Indian spice tray emanating different smell auras: a box of incense, a bowl of curry, an Indian restaurant, and an Indian cityscape.
Design by Arunika Shee

Whenever my family and I return from an extended leave from our house, the smell of hardwood always fills our nostrils. My sister and I turn up our noses at it, and I promise myself to use the time I have left to replace it. Over that time, I work tirelessly, taking care of my family’s chores, of course, but also to fill up the house again: lining a pressure cooker with ghee, dropping cinnamon bark and cloves and coriander seeds, chopping onions to sauté, peeling and grating never-ending cloves of garlic and ginger, throwing in staple spices — like jeera, haldi and lal mirch — measured by nose alone, then pureeing some tomatoes to roast with salt and pepper and whatever protein I’m actually cooking. In no time, the smell of the hardwood goes away and a new scent settles over the house — or for me, a lack of scent. 

A different smell washes over me during my family’s weekly trips to the Indian grocery store, the accumulation of countless Desi foodstuffs being packed as densely as the shop owner could in his portion of the strip mall. That scent is familiar to me, synonymous with begging for mango juice and sitting on bags of rice bags when I wasn’t boxing them. In my childhood naivete, that Indian store was the only one that existed. Of course, this would be dispelled by visits to multiple stores in the Detroit area — these collections of Indian groceries were far more massive than anything I’d ever witnessed. The aroma was the same, however — from the quaint store of my hometown to the Patel Brothers in Detroit, all the way to Ann Arbor’s own Om Market — a smell that knocked me back to my rice bag seats.

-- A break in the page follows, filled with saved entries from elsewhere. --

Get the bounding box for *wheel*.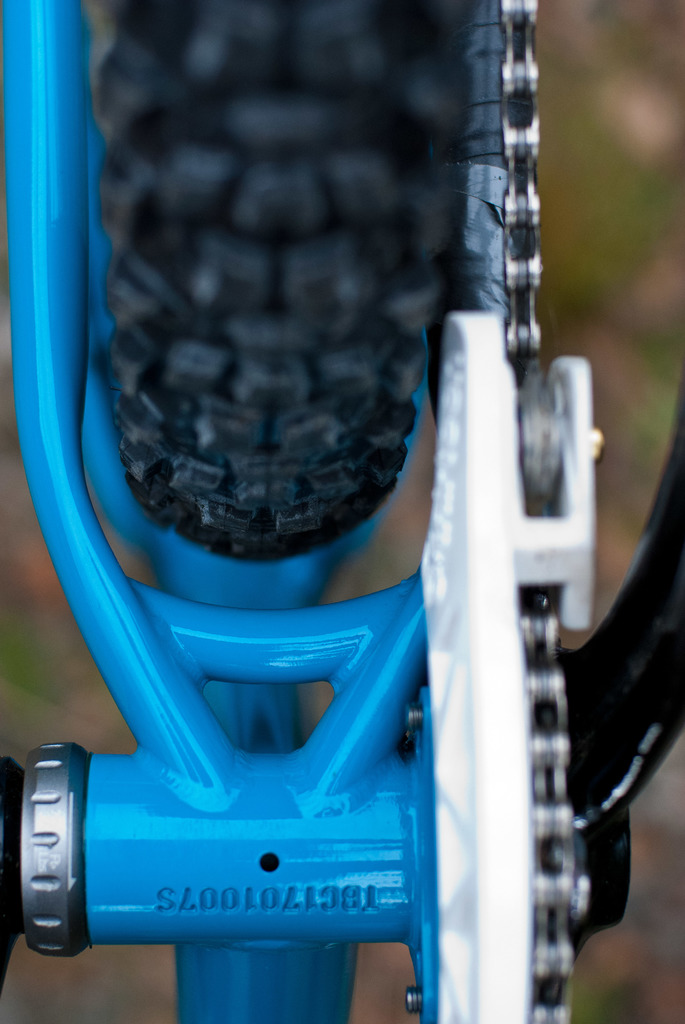
crop(92, 0, 504, 568).
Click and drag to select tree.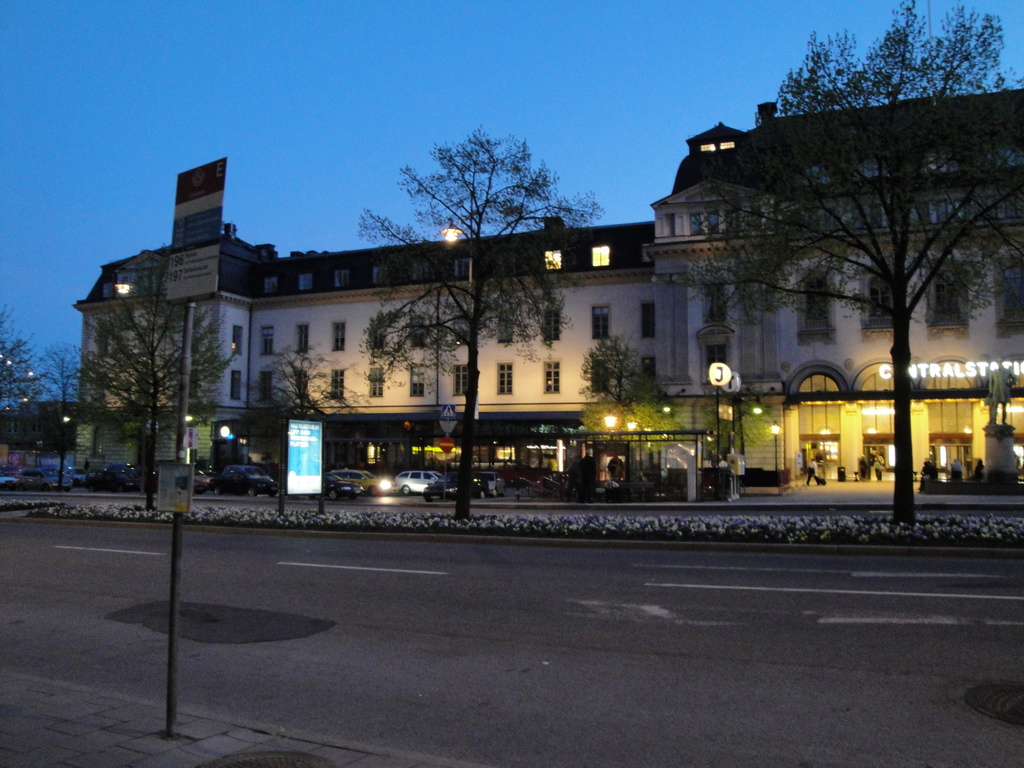
Selection: left=78, top=242, right=207, bottom=493.
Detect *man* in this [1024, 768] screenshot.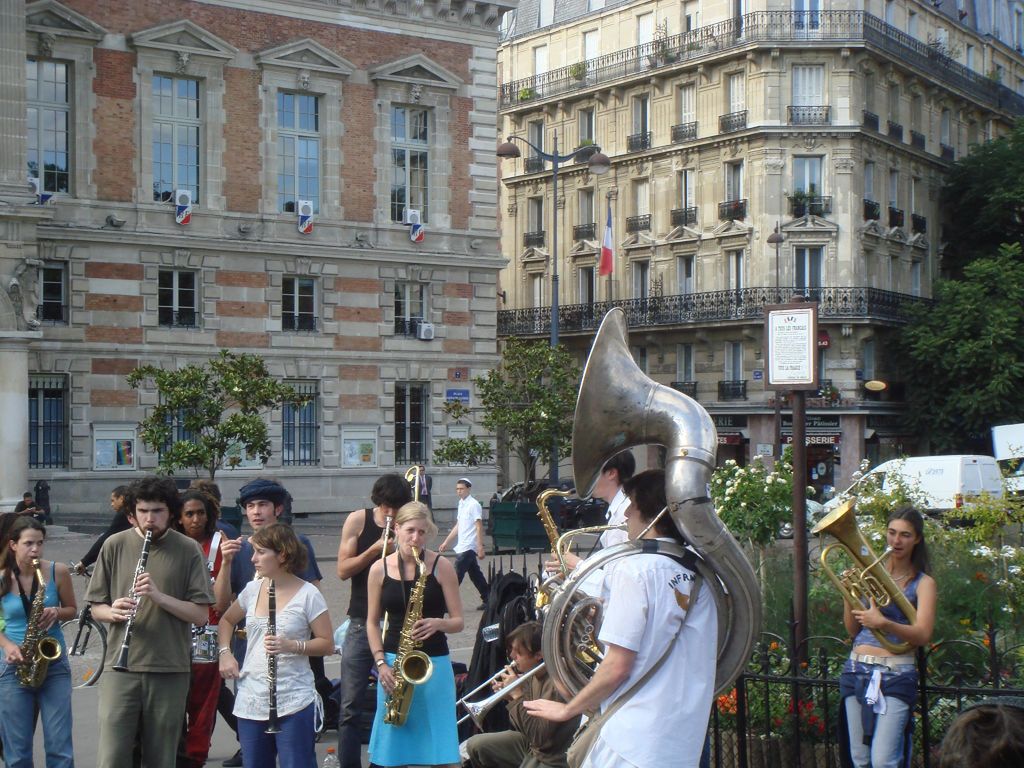
Detection: (214,479,323,673).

Every time my family has traveled somewhere, we’ve always stopped at an Indian restaurant. My sister and I have teased this habit of seeking our own cuisine in new locations, but I’ve come to understand it more now. When you’re in a place foreign to you — whether it’s been a couple years or nearly three decades — it helps to find familiar food. It helps to take in the sight of foods eaten in my house’s thalis recontextualized in restaurantware, to flood your tastebuds with the flavors your parents made, to tear roti and dosa with your own hands and eat until every sense is full. Of course, you can smell it first before you see, taste or touch it, mouth watering before the restaurant is even entered. That sense comprises one-fifth of my reality but contributes even more.

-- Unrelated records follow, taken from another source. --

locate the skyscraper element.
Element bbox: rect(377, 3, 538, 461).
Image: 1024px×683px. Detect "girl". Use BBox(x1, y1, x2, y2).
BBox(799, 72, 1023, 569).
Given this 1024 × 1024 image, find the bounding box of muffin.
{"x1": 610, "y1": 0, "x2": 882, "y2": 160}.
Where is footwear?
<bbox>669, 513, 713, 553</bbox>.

Some aromas elevate me above my reality. In any house I’ve lived in, we’ve always had a room with a cupboard. Idols, pictures of gods and passed loved ones, flower wreaths, religious texts and, of course, incense sticks are all arranged together. The cupboard shrine was built before a temple was built in our area, but we still use it, lighting that incense every Sunday so that the room they live in is dedicated to the divine aroma of our gods. Every Sunday, that incense elevated me to somewhere beyond this room with a cupboard we’ve packed religious memorabilia in. Since I’ve moved out, I haven’t been able to take in that earthly perfumed fragrance as often. Any time it’s lit now, I ascend again.

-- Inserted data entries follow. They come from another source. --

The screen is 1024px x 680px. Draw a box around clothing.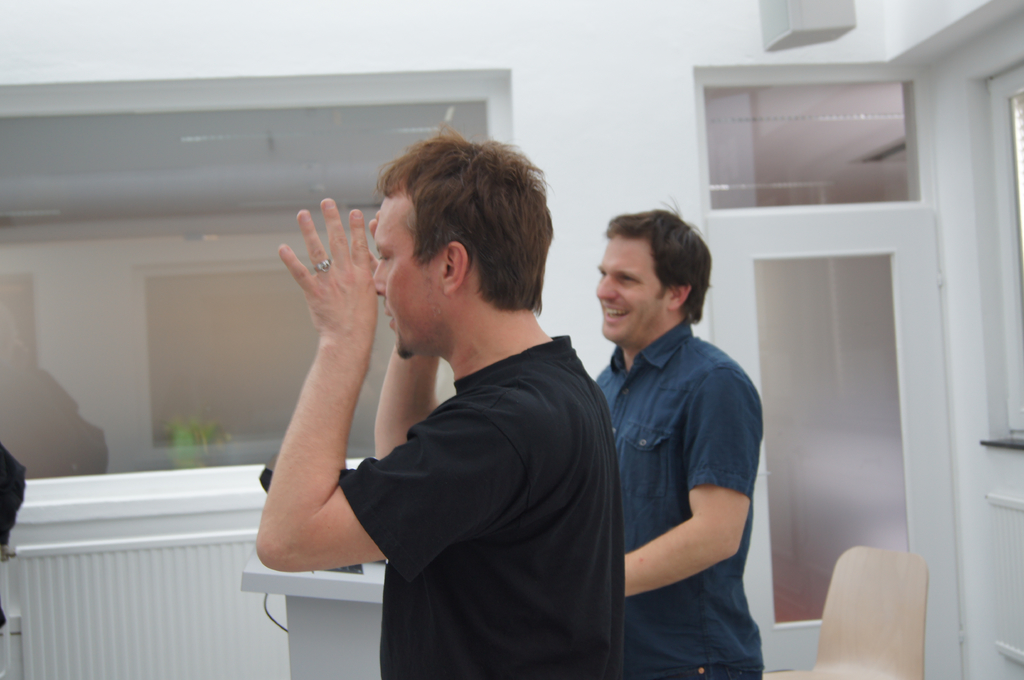
580/320/765/673.
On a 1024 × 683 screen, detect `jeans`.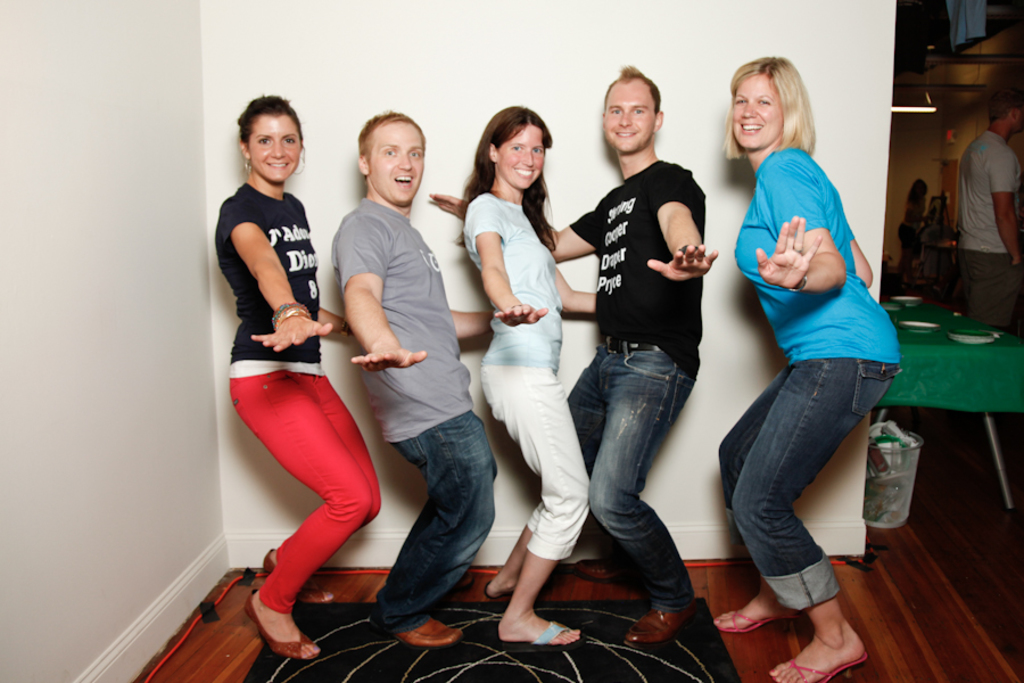
locate(580, 330, 703, 627).
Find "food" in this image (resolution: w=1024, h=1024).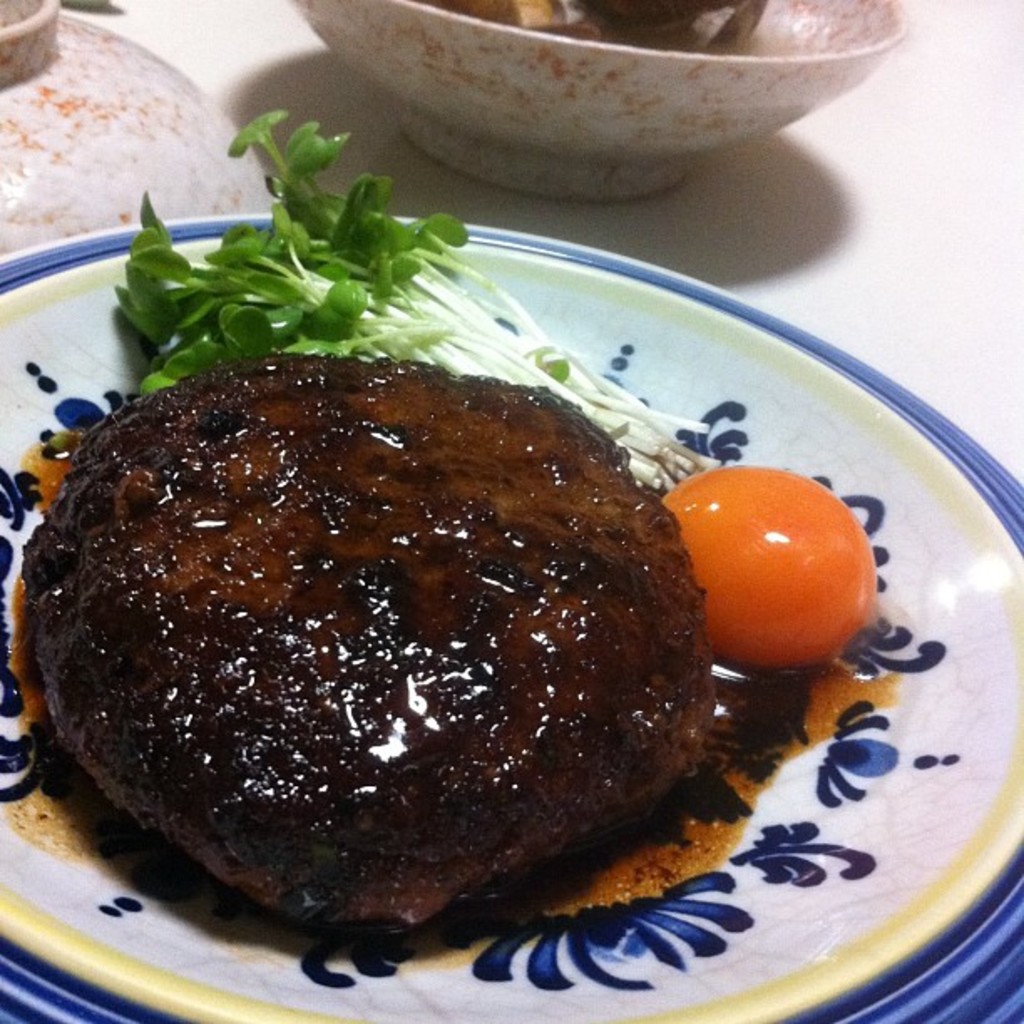
box=[25, 335, 743, 977].
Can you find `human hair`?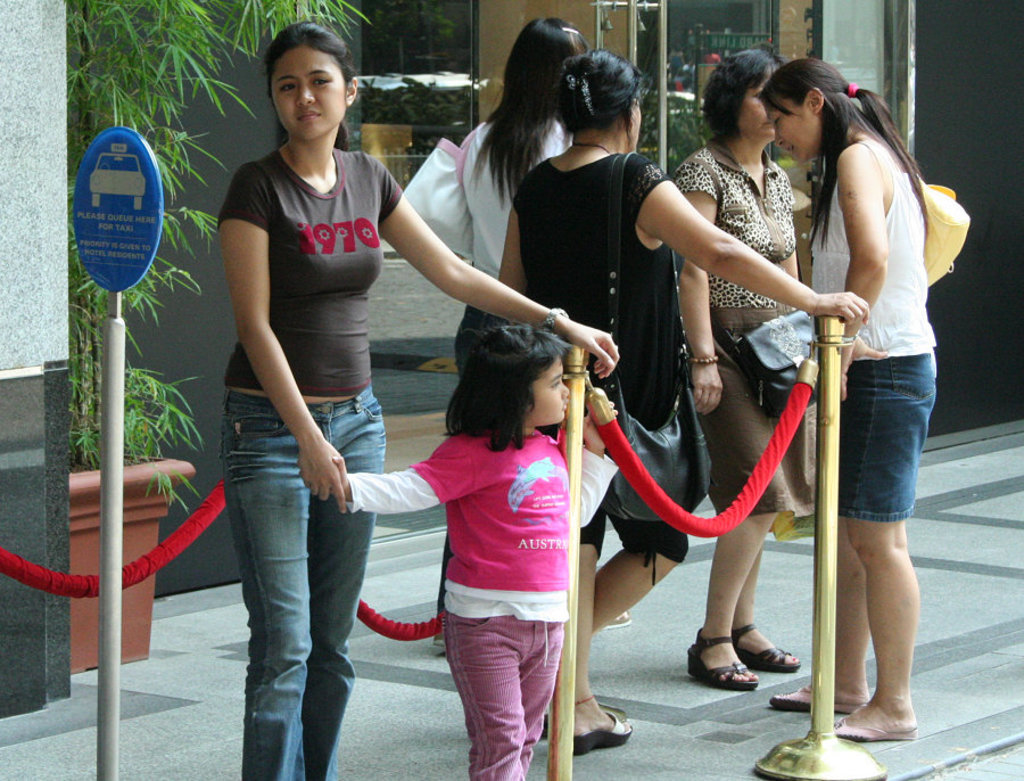
Yes, bounding box: detection(463, 11, 586, 214).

One night I was biking through my hometown, closer to the downtown area, and in a flash, some odors struck me in combination, like vague burning smells and the exhaust of traffic but they weren’t odorous to me though — the urban scents of my parents’ motherland. Across all the time and space from my last visit, I could almost fill in the vendors and cuisine and temples stuffing the city my parents grew up in. Pausing for a second, I closed my eyes and ears to take as much of it in as I could, as slightly damaging to my lungs it might be. These scents all blend together for me: a city whose smell I can still remember, the packed scents of Desi grocers’ wares, cooked until fragrant in an American restaurant’s kitchen, some served as prasad from the cupboard under the smoke of incense, all wafting through my house as an aroma I can’t ascertain because I grew up in it. They’re all wrapped in the scent of my family’s hugs. They smell like home.